Wednesday, March 07, 2007

Getting past "mind bugs"

From Mahzarin Banaji, Psychology Department at Harvard:
I am bullish about the mind's ability to unravel the beliefs contained within it—including beliefs about its own nature...the ability of humans everywhere to go against the grain of their own beliefs that are familiar, that feel natural and right, and that appear to be fundamentally true...

We've done this sort of unraveling many times before, whether it is about the relationship of the sun to the earth, or the relationship of other species to us. We've put aside what seemed natural, what felt right, and what came easily in favor of the opposite. I am optimistic that we are now ready to do the same with questions about the nature of our own minds.
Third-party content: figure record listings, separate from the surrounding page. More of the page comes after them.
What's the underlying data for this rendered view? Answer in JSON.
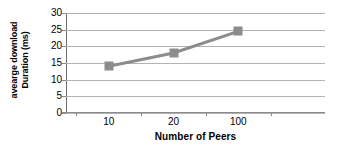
{
  "chart_data": {
    "type": "line",
    "title": "",
    "subtitle": "",
    "categories": [
      "10",
      "20",
      "100"
    ],
    "values": [
      14,
      18,
      24.5
    ],
    "series": [
      {
        "name": "average download Duration",
        "values": [
          14,
          18,
          24.5
        ]
      }
    ],
    "xlabel": "Number of Peers",
    "ylabel_line1": "avearge download",
    "ylabel_line2": "Duration (ms)",
    "ylabel": "avearge download Duration (ms)",
    "ylim": [
      0,
      30
    ],
    "yticks": [
      "0",
      "5",
      "10",
      "15",
      "20",
      "25",
      "30"
    ],
    "ytick_values": [
      0,
      5,
      10,
      15,
      20,
      25,
      30
    ],
    "grid": true,
    "legend": "none",
    "marker": "square",
    "colors": {
      "series_line": "#8c8c8c",
      "marker_fill": "#8c8c8c",
      "gridline": "#b3b3b3",
      "axis": "#8a8a8a",
      "background": "#ffffff",
      "text": "#000000"
    }
  }
}
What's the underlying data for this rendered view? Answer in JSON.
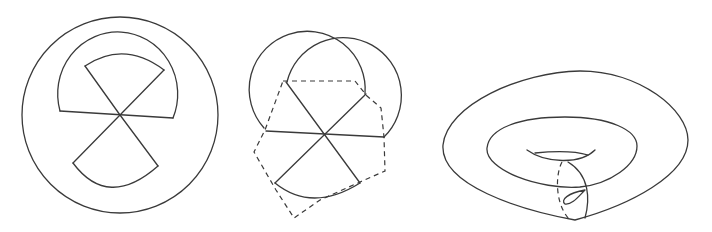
{
  "figures": [
    {
      "id": "left",
      "description": "circle with semicircular band and two opposite sector wedges meeting at center"
    },
    {
      "id": "middle",
      "description": "two overlapping circles with six-ray star and dashed hexagon outline"
    },
    {
      "id": "right",
      "description": "torus with meridian loop (dashed back half) and small twisted loop"
    }
  ],
  "colors": {
    "stroke": "#3a3a3a",
    "background": "#ffffff"
  }
}
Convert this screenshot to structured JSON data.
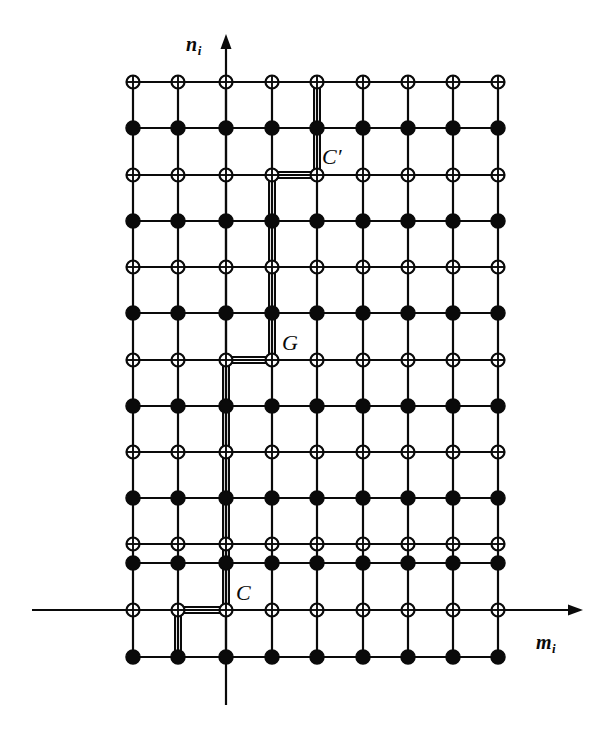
{
  "figure": {
    "kind": "lattice-diagram",
    "background_color": "#ffffff",
    "ink_color": "#0a0a0a",
    "width": 613,
    "height": 730
  },
  "axes": {
    "horizontal": {
      "name": "m-axis",
      "label": "m",
      "subscript": "i",
      "y": 610,
      "x_start": 32,
      "x_end": 583,
      "arrow": "right",
      "label_x": 536,
      "label_y": 632
    },
    "vertical": {
      "name": "n-axis",
      "label": "n",
      "subscript": "i",
      "x": 226,
      "y_start": 705,
      "y_end": 34,
      "arrow": "up",
      "label_x": 186,
      "label_y": 34
    }
  },
  "lattice": {
    "columns_x": [
      133,
      178,
      226,
      272,
      317,
      363,
      408,
      453,
      498
    ],
    "rows_y": [
      82,
      128,
      175,
      221,
      267,
      313,
      360,
      406,
      452,
      498,
      544,
      563,
      610,
      657
    ],
    "row_types": [
      "open",
      "filled",
      "open",
      "filled",
      "open",
      "filled",
      "open",
      "filled",
      "open",
      "filled",
      "open",
      "filled",
      "open",
      "filled"
    ],
    "open_marker": {
      "name": "crossed-circle-site",
      "radius": 6.5,
      "fill": "#ffffff",
      "stroke": "#0a0a0a",
      "stroke_width": 2.2,
      "has_cross": true
    },
    "filled_marker": {
      "name": "filled-circle-site",
      "radius": 7.0,
      "fill": "#0a0a0a",
      "stroke": "#0a0a0a",
      "stroke_width": 1.5,
      "has_cross": false
    },
    "grid_line_width": 2.2,
    "column_count": 9,
    "row_count": 14
  },
  "path": {
    "name": "domain-wall-path",
    "description": "doubled emphasised staircase path",
    "line_width": 2.0,
    "offset": 3.0,
    "vertices": [
      [
        317,
        78
      ],
      [
        317,
        175
      ],
      [
        272,
        175
      ],
      [
        272,
        360
      ],
      [
        226,
        360
      ],
      [
        226,
        610
      ],
      [
        178,
        610
      ],
      [
        178,
        661
      ]
    ]
  },
  "point_labels": [
    {
      "name": "label-c-prime",
      "text": "C",
      "prime": "′",
      "x": 322,
      "y": 146
    },
    {
      "name": "label-g",
      "text": "G",
      "prime": "",
      "x": 282,
      "y": 332
    },
    {
      "name": "label-c",
      "text": "C",
      "prime": "",
      "x": 236,
      "y": 582
    }
  ]
}
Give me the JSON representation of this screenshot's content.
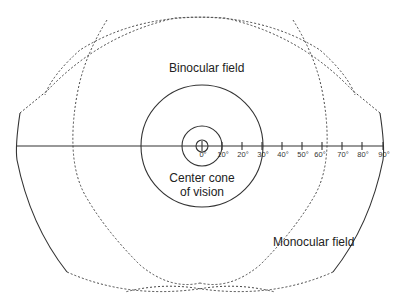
{
  "diagram": {
    "labels": {
      "binocular": "Binocular field",
      "center_line1": "Center cone",
      "center_line2": "of vision",
      "monocular": "Monocular field"
    },
    "axis": {
      "ticks": [
        "0°",
        "10°",
        "20°",
        "30°",
        "40°",
        "50°",
        "60°",
        "70°",
        "80°",
        "90°"
      ],
      "unit": "degrees"
    },
    "colors": {
      "stroke": "#333333",
      "background": "#ffffff"
    }
  }
}
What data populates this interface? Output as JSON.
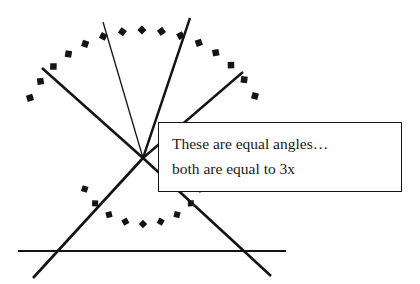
{
  "canvas": {
    "width": 420,
    "height": 284,
    "background": "#ffffff",
    "ink_color": "#141414"
  },
  "callout": {
    "line1": "These are equal angles…",
    "line2": "both are equal to 3x",
    "border_color": "#141414",
    "fill_color": "#ffffff",
    "text_color": "#1a1a1a"
  },
  "diagram_data": {
    "type": "geometry-line-diagram",
    "description": "Two pairs of vertical (opposite) angles formed by intersecting lines through a common vertex, each pair marked with a dotted arc and labelled as equal to 3x",
    "vertex": {
      "x": 143,
      "y": 158,
      "label": ""
    },
    "lines": [
      {
        "name": "thick-ray-upper-left",
        "x1": 42,
        "y1": 68,
        "x2": 143,
        "y2": 158,
        "stroke_width": 2.6,
        "color": "#141414"
      },
      {
        "name": "thin-ray-upper",
        "x1": 103,
        "y1": 22,
        "x2": 143,
        "y2": 158,
        "stroke_width": 1.3,
        "color": "#141414"
      },
      {
        "name": "thick-ray-upper-steep",
        "x1": 190,
        "y1": 18,
        "x2": 143,
        "y2": 158,
        "stroke_width": 2.4,
        "color": "#141414"
      },
      {
        "name": "thick-ray-upper-right",
        "x1": 243,
        "y1": 72,
        "x2": 143,
        "y2": 158,
        "stroke_width": 2.4,
        "color": "#141414"
      },
      {
        "name": "thick-line-down-right",
        "x1": 143,
        "y1": 158,
        "x2": 271,
        "y2": 276,
        "stroke_width": 2.6,
        "color": "#141414"
      },
      {
        "name": "thick-line-down-left",
        "x1": 143,
        "y1": 158,
        "x2": 33,
        "y2": 278,
        "stroke_width": 2.6,
        "color": "#141414"
      },
      {
        "name": "horizontal-baseline",
        "x1": 18,
        "y1": 251,
        "x2": 286,
        "y2": 251,
        "stroke_width": 2.2,
        "color": "#141414"
      }
    ],
    "arcs": [
      {
        "name": "upper-dotted-arc",
        "style": "square-dotted",
        "center_x": 143,
        "center_y": 158,
        "radius": 128,
        "start_angle_deg": 208,
        "end_angle_deg": 331,
        "marker_count": 15,
        "marker_size": 6.5,
        "color": "#141414"
      },
      {
        "name": "lower-dotted-arc",
        "style": "square-dotted",
        "center_x": 143,
        "center_y": 158,
        "radius": 66,
        "start_angle_deg": 28,
        "end_angle_deg": 152,
        "marker_count": 9,
        "marker_size": 6.0,
        "color": "#141414"
      }
    ]
  }
}
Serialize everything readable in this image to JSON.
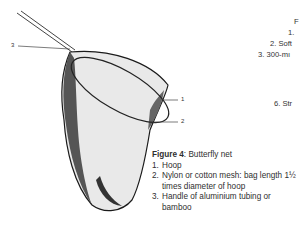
{
  "figure": {
    "title_bold": "Figure 4",
    "title_rest": ": Butterfly net",
    "callouts": [
      "3",
      "1",
      "2"
    ],
    "items": [
      {
        "num": "1.",
        "text": "Hoop"
      },
      {
        "num": "2.",
        "text": "Nylon or cotton mesh: bag length 1½ times diameter of hoop"
      },
      {
        "num": "3.",
        "text": "Handle of aluminium tubing or bamboo"
      }
    ]
  },
  "adjacent_column": {
    "lines": [
      "F",
      "1.",
      "2. Soft",
      "3. 300-mı",
      "6. Str"
    ]
  }
}
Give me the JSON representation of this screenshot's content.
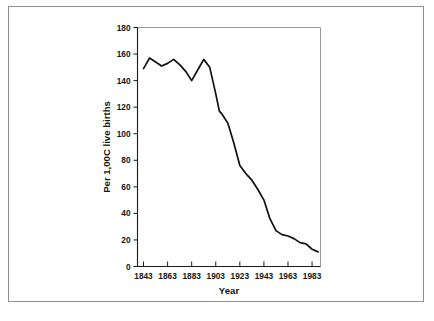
{
  "figure": {
    "caption_partial": "",
    "border_color": "#8d8d8d",
    "background_color": "#ffffff"
  },
  "chart_data": {
    "type": "line",
    "title": "",
    "xlabel": "Year",
    "ylabel": "Per 1,00C live births",
    "xlim": [
      1838,
      1990
    ],
    "ylim": [
      0,
      180
    ],
    "xticks": [
      1843,
      1863,
      1883,
      1903,
      1923,
      1943,
      1963,
      1983
    ],
    "xtick_labels": [
      "1843",
      "1863",
      "1883",
      "1903",
      "1923",
      "1943",
      "1963",
      "1983"
    ],
    "yticks": [
      0,
      20,
      40,
      60,
      80,
      100,
      120,
      140,
      160,
      180
    ],
    "ytick_labels": [
      "0",
      "20",
      "40",
      "60",
      "80",
      "100",
      "120",
      "140",
      "160",
      "180"
    ],
    "grid": false,
    "legend": null,
    "line_color": "#111111",
    "series": [
      {
        "name": "Infant mortality rate",
        "x": [
          1843,
          1848,
          1853,
          1858,
          1863,
          1868,
          1873,
          1878,
          1883,
          1888,
          1893,
          1898,
          1903,
          1906,
          1908,
          1913,
          1918,
          1923,
          1928,
          1933,
          1938,
          1943,
          1948,
          1953,
          1958,
          1963,
          1968,
          1973,
          1978,
          1983,
          1988
        ],
        "values": [
          149,
          157,
          154,
          151,
          153,
          156,
          152,
          147,
          140,
          148,
          156,
          150,
          130,
          117,
          115,
          108,
          93,
          76,
          70,
          65,
          58,
          50,
          36,
          27,
          24,
          23,
          21,
          18,
          17,
          13,
          11
        ]
      }
    ]
  },
  "axis": {
    "x_title": "Year",
    "y_title": "Per 1,00C live births"
  }
}
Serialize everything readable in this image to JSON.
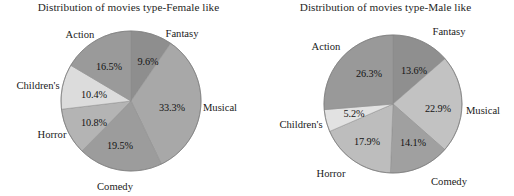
{
  "page": {
    "background": "#ffffff",
    "width": 514,
    "height": 196
  },
  "chart_data": [
    {
      "id": "female",
      "type": "pie",
      "title": "Distribution of movies type-Female like",
      "xlabel": "",
      "ylabel": "",
      "legend": "none",
      "labels_outside": true,
      "start_angle_deg": 0,
      "direction": "clockwise",
      "categories": [
        "Fantasy",
        "Musical",
        "Comedy",
        "Horror",
        "Children's",
        "Action"
      ],
      "values": [
        9.6,
        33.3,
        19.5,
        10.8,
        10.4,
        16.5
      ],
      "value_labels": [
        "9.6%",
        "33.3%",
        "19.5%",
        "10.8%",
        "10.4%",
        "16.5%"
      ],
      "colors": [
        "#8e8e8e",
        "#a8a8a8",
        "#9c9c9c",
        "#b4b4b4",
        "#dcdcdc",
        "#9a9a9a"
      ],
      "center": {
        "x": 131,
        "y": 101
      },
      "radius": 70,
      "slices": [
        {
          "name": "Fantasy",
          "value": 9.6,
          "label": "9.6%",
          "color": "#8e8e8e",
          "pct_x": 148,
          "pct_y": 61,
          "cat_x": 182,
          "cat_y": 33
        },
        {
          "name": "Musical",
          "value": 33.3,
          "label": "33.3%",
          "color": "#a8a8a8",
          "pct_x": 172,
          "pct_y": 107,
          "cat_x": 220,
          "cat_y": 107
        },
        {
          "name": "Comedy",
          "value": 19.5,
          "label": "19.5%",
          "color": "#9c9c9c",
          "pct_x": 120,
          "pct_y": 145,
          "cat_x": 115,
          "cat_y": 186
        },
        {
          "name": "Horror",
          "value": 10.8,
          "label": "10.8%",
          "color": "#b4b4b4",
          "pct_x": 94,
          "pct_y": 122,
          "cat_x": 52,
          "cat_y": 134
        },
        {
          "name": "Children's",
          "value": 10.4,
          "label": "10.4%",
          "color": "#dcdcdc",
          "pct_x": 94,
          "pct_y": 94,
          "cat_x": 38,
          "cat_y": 85
        },
        {
          "name": "Action",
          "value": 16.5,
          "label": "16.5%",
          "color": "#9a9a9a",
          "pct_x": 109,
          "pct_y": 66,
          "cat_x": 80,
          "cat_y": 34
        }
      ]
    },
    {
      "id": "male",
      "type": "pie",
      "title": "Distribution of movies type-Male like",
      "xlabel": "",
      "ylabel": "",
      "legend": "none",
      "labels_outside": true,
      "start_angle_deg": 0,
      "direction": "clockwise",
      "categories": [
        "Fantasy",
        "Musical",
        "Comedy",
        "Horror",
        "Children's",
        "Action"
      ],
      "values": [
        13.6,
        22.9,
        14.1,
        17.9,
        5.2,
        26.3
      ],
      "value_labels": [
        "13.6%",
        "22.9%",
        "14.1%",
        "17.9%",
        "5.2%",
        "26.3%"
      ],
      "colors": [
        "#8f8f8f",
        "#c2c2c2",
        "#a0a0a0",
        "#bdbdbd",
        "#e2e2e2",
        "#999999"
      ],
      "center": {
        "x": 136,
        "y": 104
      },
      "radius": 69,
      "slices": [
        {
          "name": "Fantasy",
          "value": 13.6,
          "label": "13.6%",
          "color": "#8f8f8f",
          "pct_x": 157,
          "pct_y": 70,
          "cat_x": 192,
          "cat_y": 31
        },
        {
          "name": "Musical",
          "value": 22.9,
          "label": "22.9%",
          "color": "#c2c2c2",
          "pct_x": 181,
          "pct_y": 108,
          "cat_x": 226,
          "cat_y": 110
        },
        {
          "name": "Comedy",
          "value": 14.1,
          "label": "14.1%",
          "color": "#a0a0a0",
          "pct_x": 156,
          "pct_y": 142,
          "cat_x": 192,
          "cat_y": 181
        },
        {
          "name": "Horror",
          "value": 17.9,
          "label": "17.9%",
          "color": "#bdbdbd",
          "pct_x": 110,
          "pct_y": 141,
          "cat_x": 74,
          "cat_y": 173
        },
        {
          "name": "Children's",
          "value": 5.2,
          "label": "5.2%",
          "color": "#e2e2e2",
          "pct_x": 97,
          "pct_y": 113,
          "cat_x": 44,
          "cat_y": 124
        },
        {
          "name": "Action",
          "value": 26.3,
          "label": "26.3%",
          "color": "#999999",
          "pct_x": 112,
          "pct_y": 73,
          "cat_x": 69,
          "cat_y": 46
        }
      ]
    }
  ]
}
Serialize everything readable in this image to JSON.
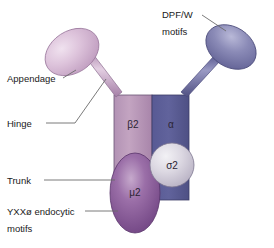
{
  "figure": {
    "background_color": "#ffffff"
  },
  "callouts": {
    "appendage": {
      "label": "Appendage"
    },
    "hinge": {
      "label": "Hinge"
    },
    "trunk": {
      "label": "Trunk"
    },
    "yxx_motifs": {
      "line1": "YXXø endocytic",
      "line2": "motifs"
    },
    "dpfw_motifs": {
      "line1": "DPF/W",
      "line2": "motifs"
    }
  },
  "subunits": {
    "beta2": {
      "label": "β2",
      "color": "#b08cb0"
    },
    "alpha": {
      "label": "α",
      "color": "#5a5a93"
    },
    "sigma2": {
      "label": "σ2",
      "color": "#c9c4d4"
    },
    "mu2": {
      "label": "μ2",
      "color": "#7b4f8e"
    }
  },
  "appendages": {
    "beta2_appendage": {
      "color": "#d6b7d4"
    },
    "alpha_appendage": {
      "color": "#7b7bac"
    }
  },
  "colors": {
    "leader_line": "#6b6b6b",
    "text": "#1a1a1a",
    "outline": "#4a3c55"
  }
}
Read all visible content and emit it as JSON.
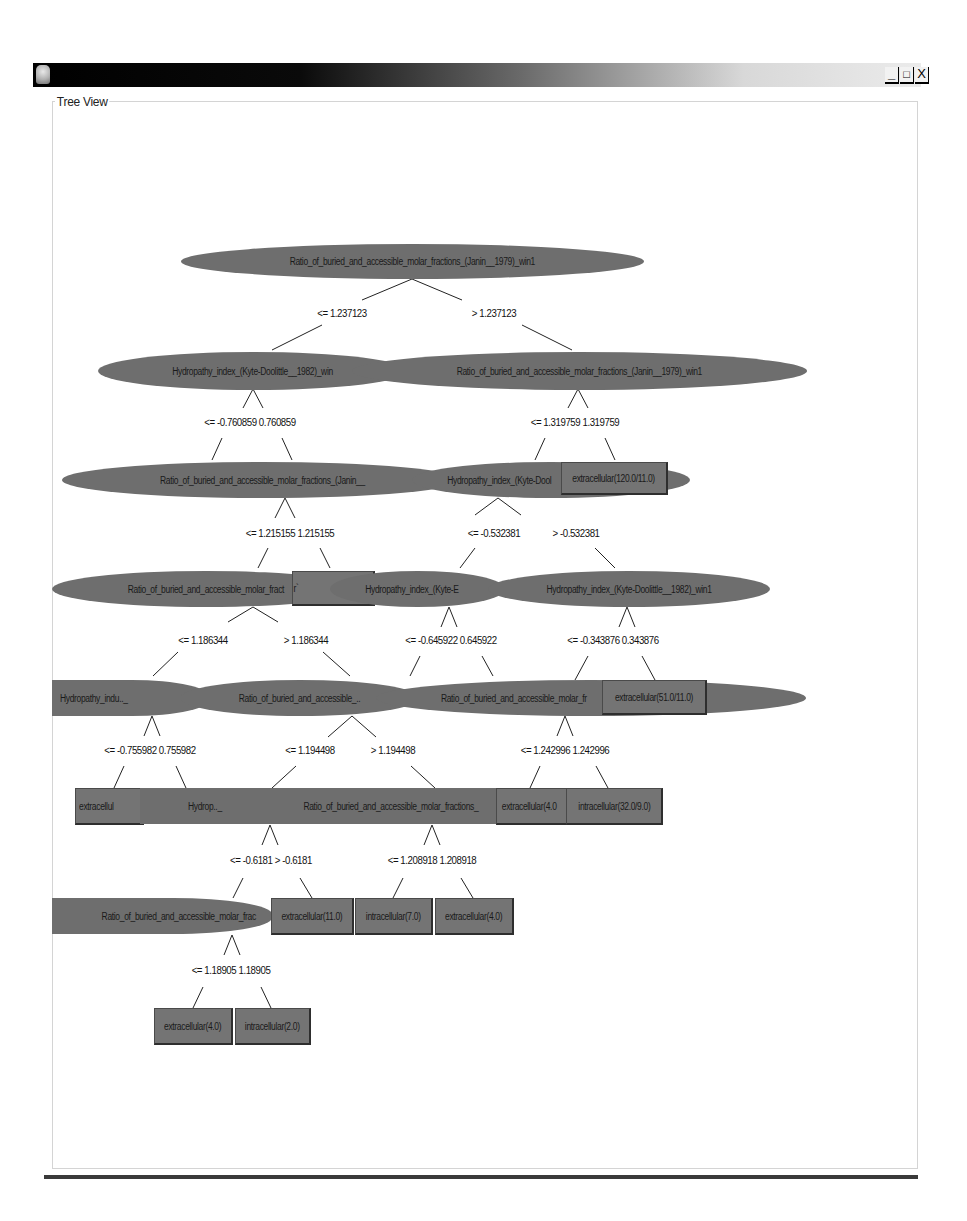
{
  "window": {
    "title": "",
    "controls": {
      "minimize": "_",
      "maximize": "□",
      "close": "X"
    }
  },
  "panel": {
    "title": "Tree View"
  },
  "colors": {
    "node_fill": "#6e6e6e",
    "edge": "#222222",
    "titlebar_start": "#000000",
    "titlebar_end": "#ebebeb"
  },
  "tree": {
    "nodes": [
      {
        "id": "n0",
        "type": "ellipse",
        "label": "Ratio_of_buried_and_accessible_molar_fractions_(Janin__1979)_win1"
      },
      {
        "id": "n1",
        "type": "ellipse",
        "label": "Hydropathy_index_(Kyte-Doolittle__1982)_win"
      },
      {
        "id": "n2",
        "type": "ellipse",
        "label": "Ratio_of_buried_and_accessible_molar_fractions_(Janin__1979)_win1"
      },
      {
        "id": "n3",
        "type": "ellipse",
        "label": "Ratio_of_buried_and_accessible_molar_fractions_(Janin__"
      },
      {
        "id": "n4",
        "type": "ellipse",
        "label": "Hydropathy_index_(Kyte-Dool"
      },
      {
        "id": "n5",
        "type": "leaf",
        "label": "extracellular(120.0/11.0)"
      },
      {
        "id": "n6",
        "type": "ellipse",
        "label": "Ratio_of_buried_and_accessible_molar_fract"
      },
      {
        "id": "n7",
        "type": "leaf",
        "label": "r`"
      },
      {
        "id": "n8",
        "type": "ellipse",
        "label": "Hydropathy_index_(Kyte-E"
      },
      {
        "id": "n9",
        "type": "ellipse",
        "label": "Hydropathy_index_(Kyte-Doolittle__1982)_win1"
      },
      {
        "id": "n10",
        "type": "ellipse",
        "label": "Hydropathy_indu.._"
      },
      {
        "id": "n11",
        "type": "ellipse",
        "label": "Ratio_of_buried_and_accessible_.."
      },
      {
        "id": "n12",
        "type": "ellipse",
        "label": "Ratio_of_buried_and_accessible_molar_fr"
      },
      {
        "id": "n13",
        "type": "leaf",
        "label": "extracellular(51.0/11.0)"
      },
      {
        "id": "n14",
        "type": "leaf",
        "label": "extracellul"
      },
      {
        "id": "n15",
        "type": "ellipse",
        "label": "Hydrop.._"
      },
      {
        "id": "n16",
        "type": "ellipse",
        "label": "Ratio_of_buried_and_accessible_molar_fractions_"
      },
      {
        "id": "n17",
        "type": "leaf",
        "label": "extracellular(4.0"
      },
      {
        "id": "n18",
        "type": "leaf",
        "label": "intracellular(32.0/9.0)"
      },
      {
        "id": "n19",
        "type": "ellipse",
        "label": "Ratio_of_buried_and_accessible_molar_frac"
      },
      {
        "id": "n20",
        "type": "leaf",
        "label": "extracellular(11.0)"
      },
      {
        "id": "n21",
        "type": "leaf",
        "label": "intracellular(7.0)"
      },
      {
        "id": "n22",
        "type": "leaf",
        "label": "extracellular(4.0)"
      },
      {
        "id": "n23",
        "type": "leaf",
        "label": "extracellular(4.0)"
      },
      {
        "id": "n24",
        "type": "leaf",
        "label": "intracellular(2.0)"
      }
    ],
    "edge_labels": [
      {
        "id": "e0",
        "text": "<= 1.237123"
      },
      {
        "id": "e1",
        "text": "> 1.237123"
      },
      {
        "id": "e2",
        "text": "<= -0.760859 0.760859"
      },
      {
        "id": "e3",
        "text": "<= 1.319759 1.319759"
      },
      {
        "id": "e4",
        "text": "<= 1.215155 1.215155"
      },
      {
        "id": "e5",
        "text": "<= -0.532381"
      },
      {
        "id": "e6",
        "text": "> -0.532381"
      },
      {
        "id": "e7",
        "text": "<= 1.186344"
      },
      {
        "id": "e8",
        "text": "> 1.186344"
      },
      {
        "id": "e9",
        "text": "<= -0.645922 0.645922"
      },
      {
        "id": "e10",
        "text": "<= -0.343876 0.343876"
      },
      {
        "id": "e11",
        "text": "<= -0.755982 0.755982"
      },
      {
        "id": "e12",
        "text": "<= 1.194498"
      },
      {
        "id": "e13",
        "text": "> 1.194498"
      },
      {
        "id": "e14",
        "text": "<= 1.242996 1.242996"
      },
      {
        "id": "e15",
        "text": "<= -0.6181 > -0.6181"
      },
      {
        "id": "e16",
        "text": "<= 1.208918 1.208918"
      },
      {
        "id": "e17",
        "text": "<= 1.18905 1.18905"
      }
    ]
  }
}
From the work of pioneers such as Herb Simon, Amos Tversky, and Danny Kahneman we know that the beliefs about our own minds that come naturally, feel right, and are easy to accept aren't necessarily true. That the bounds on rationality keep us from making decisions that are in our own interest, in the interest of those we love, in the long-term interest of our societies, even the planet, even perhaps the universe, with which we will surely have greater opportunity to interact in this century.

Here are some examples of what seems natural, feels right, and is easy to believe in—even though it isn't rational or true.

We irrationally anchor: ask people to generate their social security number and then the number of doctors in their city and the correlation between the two numbers will be significantly positive, when in fact it ought to be zero—there's no relation between the two variables. That's because we can't put the first one aside as we generate the second.

We irrationally endow: give somebody a cheap mug, and once it's "my mug" through ownership (and nothing else) it becomes, in our minds, a somewhat less cheap mug. Endowed with higher value, we are likely to demand a higher price for it than it is worth or is in our interest to demand.

We irrationally see patterns where non exist: Try to persuade a basketball player, fan, or statistician that there isn't anything to the idea of streak shooting; that chance is lumpy and that that's all there is to Michael Jordan's "hot hand".

...such "mind bugs" extend to the beliefs and preferences we have about ourselves, members of our own social groups, and those who sit farther away on a scale of social distance....We don't intend to discriminate or treat unfairly, but we do....The ability to think about one's own long range interest, to self-regulate and delay gratification, to consider the well-being of the collective, especially to view the collective as unbounded by religion, language, or nationality requires a mental leap that isn't natural or easy. And yet each new generation seems to be able to do it more successfully than the previous one...old beliefs come unraveled because such unraveling is in our self-interest...we unravel existing beliefs and preferences because we wish them to be in line with our intentions and aspirations and recognize that they are not. I see evidence of this everywhere—small acts to be the person one wishes to be rather than the person one is—and it is the constant attempt at this alignment that gives me optimism.